The six-cartridge solution allows owners to change each cartridge separately as the colour runs out.

Since you have less mixing of inks to achieve a proper colour the system also boosts print quality.

Each cartridge is good for about 350 prints, which is quite a good efficiency rate.

What?s really new is the management system that indicates when a cartridge might run out during a print run.

This prevents the wastage of the other inks, which is what happens if you run out while printing.

A new ?Auto Sense? technology also helps eliminate wasted ink or paper.

The technology reads what paper is in the feeder via a barcode-like technology that identifies the size, orientation and type of photo paper.
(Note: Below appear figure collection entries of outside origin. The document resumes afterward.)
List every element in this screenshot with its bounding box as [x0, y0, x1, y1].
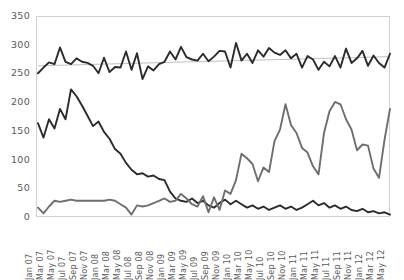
y-axis-tick-250: 250 — [11, 68, 30, 78]
y-axis-tick-150: 150 — [11, 126, 30, 136]
x-axis-tick-jul-11: Jul 11 — [323, 256, 331, 280]
x-axis-tick-mar-08: Mar 08 — [103, 251, 111, 280]
x-axis-tick-may-10: May 10 — [246, 250, 254, 280]
y-axis: 050100150200250300350 — [0, 0, 34, 240]
y-axis-tick-300: 300 — [11, 40, 30, 50]
x-axis-tick-may-07: May 07 — [48, 250, 56, 280]
x-axis-tick-nov-08: Nov 08 — [147, 250, 155, 280]
y-axis-tick-200: 200 — [11, 97, 30, 107]
x-axis-tick-sep-11: Sep 11 — [334, 251, 342, 280]
y-axis-tick-100: 100 — [11, 155, 30, 165]
y-axis-tick-350: 350 — [11, 11, 30, 21]
series-declining-dark-series — [38, 89, 390, 214]
x-axis-tick-mar-10: Mar 10 — [235, 251, 243, 280]
x-axis-tick-may-11: May 11 — [312, 250, 320, 280]
x-axis-tick-may-12: May 12 — [378, 250, 386, 280]
x-axis-tick-mar-09: Mar 09 — [169, 251, 177, 280]
series-lines — [37, 17, 391, 218]
x-axis-tick-nov-10: Nov 10 — [279, 250, 287, 280]
series-rising-gray-series — [38, 102, 390, 215]
chart-container: 050100150200250300350 Jan 07Mar 07May 07… — [0, 0, 404, 280]
x-axis-tick-jan-09: Jan 09 — [158, 254, 166, 280]
x-axis-tick-mar-12: Mar 12 — [367, 251, 375, 280]
x-axis: Jan 07Mar 07May 07Jul 07Sep 07Nov 07Jan … — [36, 219, 390, 280]
x-axis-tick-jan-12: Jan 12 — [356, 254, 364, 280]
x-axis-tick-sep-08: Sep 08 — [136, 251, 144, 280]
x-axis-tick-nov-09: Nov 09 — [213, 250, 221, 280]
x-axis-tick-jul-10: Jul 10 — [257, 256, 265, 280]
x-axis-tick-sep-09: Sep 09 — [202, 251, 210, 280]
x-axis-tick-sep-07: Sep 07 — [70, 251, 78, 280]
x-axis-tick-jul-07: Jul 07 — [59, 256, 67, 280]
x-axis-tick-mar-07: Mar 07 — [37, 251, 45, 280]
x-axis-tick-may-09: May 09 — [180, 250, 188, 280]
x-axis-tick-mar-11: Mar 11 — [301, 251, 309, 280]
x-axis-tick-may-08: May 08 — [114, 250, 122, 280]
x-axis-tick-nov-11: Nov 11 — [345, 250, 353, 280]
x-axis-tick-sep-10: Sep 10 — [268, 251, 276, 280]
x-axis-tick-jul-09: Jul 09 — [191, 256, 199, 280]
x-axis-tick-jul-08: Jul 08 — [125, 256, 133, 280]
y-axis-tick-50: 50 — [17, 183, 30, 193]
plot-area — [36, 16, 390, 217]
x-axis-tick-jan-11: Jan 11 — [290, 254, 298, 280]
y-axis-tick-0: 0 — [24, 212, 30, 222]
x-axis-tick-jan-07: Jan 07 — [26, 254, 34, 280]
x-axis-tick-jan-10: Jan 10 — [224, 254, 232, 280]
x-axis-tick-nov-07: Nov 07 — [81, 250, 89, 280]
x-axis-tick-jan-08: Jan 08 — [92, 254, 100, 280]
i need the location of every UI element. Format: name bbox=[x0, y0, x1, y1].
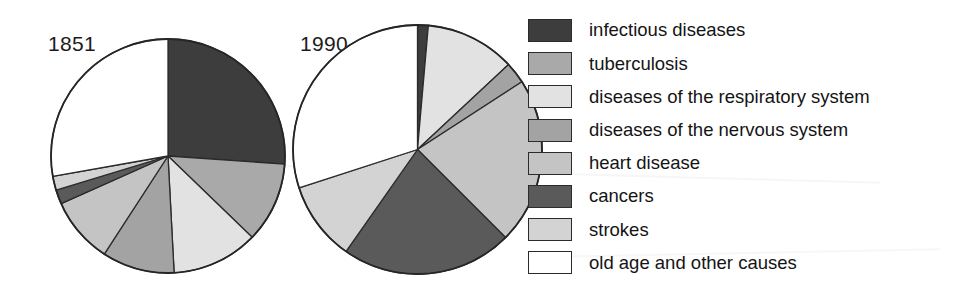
pie-chart-1851: 1851 bbox=[0, 0, 300, 298]
legend-label-strokes: strokes bbox=[589, 220, 649, 240]
legend-item-respiratory: diseases of the respiratory system bbox=[528, 80, 948, 113]
legend-item-cancers: cancers bbox=[528, 180, 948, 213]
legend-label-respiratory: diseases of the respiratory system bbox=[589, 87, 870, 107]
legend-swatch-respiratory bbox=[528, 85, 572, 108]
legend-swatch-infectious bbox=[528, 19, 572, 42]
legend-swatch-heart bbox=[528, 152, 572, 175]
pie-slice-infectious-diseases bbox=[168, 39, 285, 164]
legend-item-strokes: strokes bbox=[528, 213, 948, 246]
legend-item-nervous: diseases of the nervous system bbox=[528, 114, 948, 147]
legend-swatch-old-age bbox=[528, 251, 572, 274]
legend-item-infectious: infectious diseases bbox=[528, 14, 948, 47]
pie-slice-old-age-and-other-causes bbox=[51, 39, 168, 176]
pie-chart-1990: 1990 bbox=[290, 0, 540, 298]
legend-item-old-age: old age and other causes bbox=[528, 246, 948, 279]
legend-label-heart: heart disease bbox=[589, 153, 700, 173]
legend-label-cancers: cancers bbox=[589, 186, 654, 206]
pie-svg-1851 bbox=[48, 36, 288, 276]
pie-chart-figure: 1851 1990 infectious diseases tuberculos… bbox=[0, 0, 960, 298]
legend-item-heart: heart disease bbox=[528, 147, 948, 180]
legend-label-nervous: diseases of the nervous system bbox=[589, 120, 848, 140]
legend: infectious diseases tuberculosis disease… bbox=[528, 14, 948, 280]
legend-label-old-age: old age and other causes bbox=[589, 253, 797, 273]
legend-swatch-nervous bbox=[528, 119, 572, 142]
legend-item-tuberculosis: tuberculosis bbox=[528, 47, 948, 80]
legend-swatch-cancers bbox=[528, 185, 572, 208]
pie-svg-1990 bbox=[290, 22, 545, 277]
legend-swatch-strokes bbox=[528, 218, 572, 241]
legend-swatch-tuberculosis bbox=[528, 52, 572, 75]
legend-label-infectious: infectious diseases bbox=[589, 20, 745, 40]
legend-label-tuberculosis: tuberculosis bbox=[589, 54, 688, 74]
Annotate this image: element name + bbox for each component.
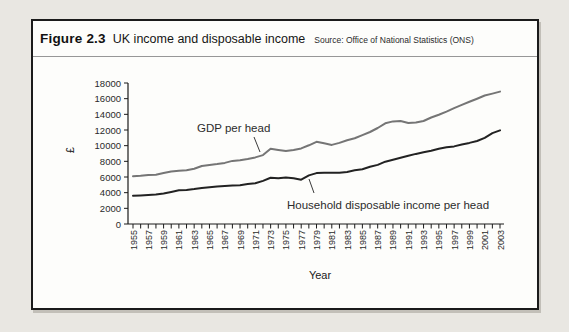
x-tick-label: 1969: [236, 230, 246, 250]
x-tick-label: 1961: [174, 230, 184, 250]
x-tick-label: 1957: [144, 230, 154, 250]
figure-header: Figure 2.3 UK income and disposable inco…: [33, 21, 537, 57]
figure-source: Source: Office of National Statistics (O…: [314, 35, 474, 45]
x-tick-label: 1991: [404, 230, 414, 250]
y-tick-label: 8000: [100, 156, 121, 167]
x-tick-label: 1983: [343, 230, 353, 250]
y-tick-label: 6000: [100, 172, 121, 183]
y-tick-label: 14000: [95, 109, 121, 120]
series-annotation-label: GDP per head: [197, 122, 270, 134]
x-tick-label: 1999: [465, 230, 475, 250]
x-tick-label: 1981: [327, 230, 337, 250]
x-tick-label: 1965: [205, 230, 215, 250]
x-axis-title: Year: [309, 269, 332, 281]
x-tick-label: 1995: [434, 230, 444, 250]
household-disposable-income-per-head-line: [133, 130, 500, 195]
y-tick-label: 4000: [100, 187, 121, 198]
y-tick-label: 18000: [95, 78, 121, 89]
x-tick-label: 2001: [480, 230, 490, 250]
y-tick-label: 10000: [95, 140, 121, 151]
chart-area: 0200040006000800010000120001400016000180…: [33, 58, 537, 308]
figure-title: UK income and disposable income: [113, 32, 305, 46]
series-annotation-label: Household disposable income per head: [287, 199, 489, 211]
x-tick-label: 1977: [297, 230, 307, 250]
x-tick-label: 1971: [251, 230, 261, 250]
x-tick-label: 1979: [312, 230, 322, 250]
x-tick-label: 1989: [388, 230, 398, 250]
x-tick-label: 1975: [281, 230, 291, 250]
x-tick-label: 1955: [129, 230, 139, 250]
x-tick-label: 1993: [419, 230, 429, 250]
x-tick-label: 1987: [373, 230, 383, 250]
x-tick-label: 1963: [190, 230, 200, 250]
gdp-per-head-line: [133, 92, 500, 177]
y-tick-label: 12000: [95, 125, 121, 136]
annotation-leader-line: [254, 137, 260, 152]
income-line-chart: 0200040006000800010000120001400016000180…: [33, 58, 537, 308]
x-tick-label: 1997: [450, 230, 460, 250]
figure-box: Figure 2.3 UK income and disposable inco…: [31, 19, 539, 310]
x-tick-label: 2003: [496, 230, 506, 250]
x-tick-label: 1985: [358, 230, 368, 250]
x-tick-label: 1973: [266, 230, 276, 250]
figure-label: Figure 2.3: [40, 31, 106, 46]
x-tick-label: 1959: [159, 230, 169, 250]
y-tick-label: 16000: [95, 93, 121, 104]
x-tick-label: 1967: [220, 230, 230, 250]
y-axis-title: £: [64, 147, 76, 153]
y-tick-label: 0: [116, 219, 121, 230]
annotation-leader-line: [309, 179, 314, 193]
y-tick-label: 2000: [100, 203, 121, 214]
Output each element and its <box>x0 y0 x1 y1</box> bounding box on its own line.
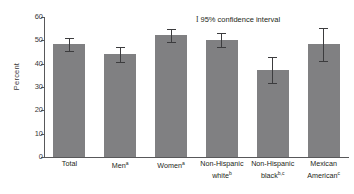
x-category-label-line: Americanc <box>295 169 352 181</box>
x-category-label: MexicanAmericanc <box>295 159 352 180</box>
error-bar <box>272 57 273 83</box>
x-category-label: Mena <box>92 159 149 171</box>
x-category-label: Non-Hispanicwhiteb <box>194 159 251 180</box>
x-category-label-line: Total <box>41 159 98 169</box>
bar <box>53 44 85 157</box>
error-bar-cap-lower <box>65 51 74 52</box>
error-bar <box>221 33 222 47</box>
error-bar-cap-upper <box>319 28 328 29</box>
y-tick-label: 40 <box>19 59 43 68</box>
bar <box>155 35 187 158</box>
bar-group <box>104 17 136 157</box>
bar-group <box>206 17 238 157</box>
bar-series <box>44 17 349 157</box>
error-bar-cap-upper <box>65 38 74 39</box>
error-bar-cap-lower <box>268 83 277 84</box>
x-category-label-line: Womena <box>143 159 200 171</box>
error-bar-cap-lower <box>217 47 226 48</box>
bar <box>206 40 238 157</box>
x-category-label-superscript: b,c <box>278 170 285 176</box>
bar-chart: Percent I95% confidence interval 0102030… <box>0 0 354 194</box>
y-tick-label: 10 <box>19 129 43 138</box>
error-bar <box>323 28 324 61</box>
y-axis-label: Percent <box>12 47 21 107</box>
x-category-label-superscript: b <box>229 170 232 176</box>
bar <box>104 54 136 157</box>
error-bar-cap-lower <box>319 61 328 62</box>
error-bar <box>69 38 70 51</box>
bar-group <box>257 17 289 157</box>
x-category-label: Non-Hispanicblackb,c <box>244 159 301 180</box>
x-axis-category-labels: TotalMenaWomenaNon-HispanicwhitebNon-His… <box>44 159 349 193</box>
error-bar <box>120 47 121 62</box>
y-tick-label: 50 <box>19 35 43 44</box>
y-tick-label: 0 <box>19 152 43 161</box>
plot-area: 0102030405060 <box>44 17 349 157</box>
x-category-label-line: Non-Hispanic <box>194 159 251 169</box>
y-tick-label: 60 <box>19 12 43 21</box>
error-bar-cap-upper <box>217 33 226 34</box>
x-category-label-line: Non-Hispanic <box>244 159 301 169</box>
bar-group <box>155 17 187 157</box>
error-bar-cap-lower <box>116 62 125 63</box>
x-category-label-superscript: a <box>126 160 129 166</box>
y-tick-label: 30 <box>19 82 43 91</box>
error-bar-cap-upper <box>116 47 125 48</box>
bar-group <box>53 17 85 157</box>
error-bar <box>171 29 172 42</box>
x-category-label-line: whiteb <box>194 169 251 181</box>
x-category-label: Total <box>41 159 98 169</box>
x-category-label-line: blackb,c <box>244 169 301 181</box>
x-category-label-line: Mexican <box>295 159 352 169</box>
x-category-label-line: Mena <box>92 159 149 171</box>
x-axis-line <box>44 157 349 158</box>
y-tick-label: 20 <box>19 105 43 114</box>
bar-group <box>308 17 340 157</box>
error-bar-cap-upper <box>268 57 277 58</box>
error-bar-cap-lower <box>167 42 176 43</box>
error-bar-cap-upper <box>167 29 176 30</box>
x-category-label-superscript: a <box>182 160 185 166</box>
x-category-label-superscript: c <box>338 170 341 176</box>
x-category-label: Womena <box>143 159 200 171</box>
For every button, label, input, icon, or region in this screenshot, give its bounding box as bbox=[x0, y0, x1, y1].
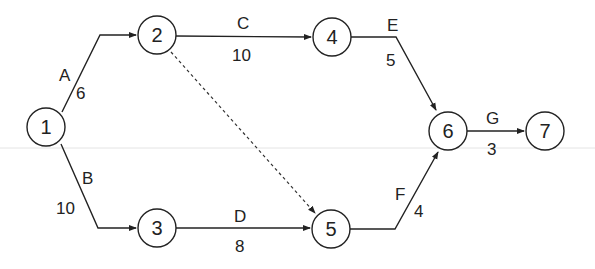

HP also flogs the Officejet Pro K550 as the world?s fastest desktop colour printer in the business world.

It can print up to twice the speed and for 30 percent lower cost-per-page than colour laser printers, HP claims.

HP does this by fabricating the print heads as one unit rather than welding them together in post-production.

This results in the precise alignment of the chamber, nozzles and heating element, which then improves the accuracy of ink drop placement.

The design allows HP to pack 3,900 nozzles or more on a single print head.

More nozzles and increased dot placement accuracy means faster prints.

Because there are more nozzles the head also prints over a larger print surface on the paper, speeding up the process.

The head also keeps a store of ink ready, apart from the print cartridge, so printing can begin immediately. The printer is designed to deliver laser-like quality text and water-resistant prints. HP plans to release the machine this autumn.

However I am betting that HP has missed the curve for most home consumers.

More and more people are simply sending their photographs via the Internet to regular photo print shops.

It is as cheap or cheaper than printing a regular photo from a negative.

And the price equals HP?s 24 cents per print estimated cost for using its Photosmart 8250. Twenty-four cents is not bad, but consumers want the hassle taken out of their life.

Sending a photo over the Internet to be printed by someone else beats fiddling around with the vast array of printing parameters and getting the right paper and ink together.

Printing out two or three prints to get the quality you want soon takes the excitement out of watching our prints roll out of a home printer.

Let someone else deal with mis-prints I say.